Farm Progress

Soybean, milo and cotton still in the fields as heavy rains cause widespread flooding.

Walt Davis 1, Editor

October 19, 2018

7 Slides

After a summer of severe drought in parts of central and eastern Kansas, the rains came with a vengeance.

Between Oct. 6-9, most of Kansas received some rain and widespread downpours. Areas from Medicine Lodge in the southwest, to Chanute in the southeast, to Topeka and Emporia in the northeast received anywhere from 4.5 inches to 11 inches. The heavy rain flooded rivers and streams, inundating fields of soybeans, sorghum and cotton waiting for harvest and leaving fields of newly planted wheat standing in water.

The drenching rains were the remains of a little-noticed Pacific hurricane that made landfall in southern California and moved inland across the Four Corners region and into Oklahoma and Kansas. A similar system brought more rain over the weekend of Oct.13-14 and ushered in a cold front that brought the season’s first hard freeze, a snowstorm to western Kansas and flurries as far east as Wichita. First freeze in southern Kansas is "normally" around Oct. 21, making this year’s freeze officially a week early.

For Barber County farmer Tom Bedwell, the aftermath of the deluge that sent the Medicine River over its banks and across thousands of acres of farmland after between 8 and 11 inches of rain was mixed.

He had "dusted in" wheat the week prior to the big rains and was waiting for a few days of sunshine and warmer weather to see if it came up or had been washed out of the ground. Other fields, planted earlier, were up and growing, and Bedwell says he’s in "wait and see" mode to determine if they were under water long enough to do serious damage.

"For a lot of fields that weren’t affected by the river flooding, the rain came slow enough that a lot of it was absorbed," he says. "We got an inch of two at a time and that really helped. If it had come all in one day, it would have really been disastrous."

For those who were affected by river flooding, it was disastrous.

Near Mount Hope, members of the McCurry Brothers Angus family spent Oct. 12 driving bulls from flooded pastures to higher ground.

Farmer Jon McClure in Stafford County turned to work in his shop, getting ready for the day when the water receded and he could get back in the field to finish fall harvest and replant wheat – if indeed the day for replanting came soon enough to meet the deadline for insuring the crop.

In spite of having 70 acres of crops under water, McClure said that he refused to say a negative word about rain – even too much rain because all moisture is prized in his water-short region. What he did wish for, he said, was that it would have waited a couple of months until the fall harvest was in, the wheat was planted and the season advanced enough that a late onslaught of weeds wouldn’t be a problem.

In Lyons County, Kansas Wheat Commissioner Doug Keesling worried that wheat acres will be down markedly for 2019 because the delayed harvest will mean farmers don’t have time to get wheat in the ground. Flooded soybean, milo and cotton fields will put harvest off for at least a couple of weeks — and that’s if sunshine and warm weather linger after the October freeze.

"I wish we could harvest them like cranberries," Keesling says of his soybean "bog." Unfortunately, he says, fully ripened soybeans are not a crop that holds up well underwater.

In Reno County, Cow Creek near Hutchinson hit major flood stage on Oct. 9 and stayed that way through Oct. 14. The Arkansas River also hit major flood stage at Haven, and the Ninnescah River at Belle Plaine covered Highway 81 with 1.5 feet of fast-flowing water.

Minor to moderate flooding occurred on the Little Ark River. The Missouri, the Walnut, the Solomon, the Republican and the Saline rivers all left their banks.

Downtown Wichita was spared severe flooding even as the Arkansas River rose above the sidewalks and into the park grounds around the Century II Convention Center and the Hyatt Regency Hotel because of the ability to divert water into the Wichita-Valley Center Floodway, better known to locals as the "Big Ditch." The floodway was flowing strongly from the divergence point on the river in northwest Wichita all the way to Mulvane where it rejoins the Ark River — and where flooding was occurring downstream all the way to the Oklahoma border.

In Winfield, where the Walnut River and lesser streams left cotton standing in water, Southern Kansas Cotton Growers crop consultant Rex Friesen says the crop would probably weather the storm.

"Cotton is pretty resilient," he says. "There may be some staining on the lint that will cause a bit of quality loss and in areas where there was pounding rain, some of the bolls were knocked off and lost on the ground. But for the most part, it will dry out and there will still be a good harvest."

That’s good news for fall harvest where cotton is a bright spot. Before the flooding, the crop was rated more than 70% good to excellent, and yields are expected to be in the range of 2 to 3 bales per acre on dryland acres. Harvest was just beginning when the rains came.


WHAT THIS TASK INVOLVES >>
Your output must match the data word for word, with every line included.

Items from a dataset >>
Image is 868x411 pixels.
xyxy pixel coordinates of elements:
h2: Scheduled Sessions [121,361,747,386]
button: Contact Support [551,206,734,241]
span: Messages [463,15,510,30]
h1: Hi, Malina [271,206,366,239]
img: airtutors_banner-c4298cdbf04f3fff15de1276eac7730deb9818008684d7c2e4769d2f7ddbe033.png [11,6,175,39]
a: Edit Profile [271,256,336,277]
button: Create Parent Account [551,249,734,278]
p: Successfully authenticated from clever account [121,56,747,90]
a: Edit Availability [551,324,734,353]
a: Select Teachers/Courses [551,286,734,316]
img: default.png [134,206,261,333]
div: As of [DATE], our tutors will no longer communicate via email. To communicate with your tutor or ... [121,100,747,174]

EXERCISE ANSWER >>
Image is 868x411 pixels.
xyxy pixel coordinates of elements:
h2: Scheduled Sessions [121,361,747,386]
button: Contact Support [551,206,734,241]
span: Messages [463,15,510,30]
h1: Hi, Malina [271,206,366,239]
img: airtutors_banner-c4298cdbf04f3fff15de1276eac7730deb9818008684d7c2e4769d2f7ddbe033.png [11,6,175,39]
a: Edit Profile [271,256,336,277]
button: Create Parent Account [551,249,734,278]
p: Successfully authenticated from clever account [121,56,747,90]
a: Edit Availability [551,324,734,353]
a: Select Teachers/Courses [551,286,734,316]
img: default.png [134,206,261,333]
div: As of [DATE], our tutors will no longer communicate via email. To communicate with your tutor or ... [121,100,747,174]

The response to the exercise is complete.